Embodied Intelligence: The Key to Unblocking Generalized Artificial Intelligence
Jinhao Jiang, Changlin Chen, Shile Feng, Wanru Geng, Zesheng Zhou, Ni Wang, Shuai Li, Feng-Qi Cui, Erbao Dong
TL;DR
Embodied Intelligence (EI) is proposed as a foundational route to AGI by leveraging real-world body-environment interaction. The paper systematically analyzes EI through four modules—perception, decision-making, action, and feedback—and contrasts modular architectures with end-to-end systems, mapping each module to six AGI principles. It provides a taxonomy of architectural definitions, surveys recent progress (DL, LLMs, multimodal models), and highlights data, learning, and integration challenges. The findings argue that dynamic, environment-driven learning in EI is essential to bridge narrow AI and AGI and to enable robust, generalizable intelligence in real-world settings.
Abstract
The ultimate goal of artificial intelligence (AI) is to achieve Artificial General Intelligence (AGI).

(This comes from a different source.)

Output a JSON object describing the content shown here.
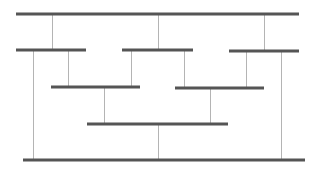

Embodied Artificial Intelligence (EAI), which involves intelligent systems with physical presence and real-time interaction with the environment, has emerged as a key research direction in pursuit of AGI. While advancements in deep learning, reinforcement learning, large-scale language models, and multimodal technologies have significantly contributed to the progress of EAI, most existing reviews focus on specific technologies or applications. A systematic overview, particularly one that explores the direct connection between EAI and AGI, remains scarce. This paper examines EAI as a foundational approach to AGI, systematically analyzing its four core modules: perception, intelligent decision-making, action, and feedback. We provide a detailed discussion of how each module contributes to the six core principles of AGI. Additionally, we discuss future trends, challenges, and research directions in EAI, emphasizing its potential as a cornerstone for AGI development. Our findings suggest that EAI's integration of dynamic learning and real-world interaction is essential for bridging the gap between narrow AI and AGI.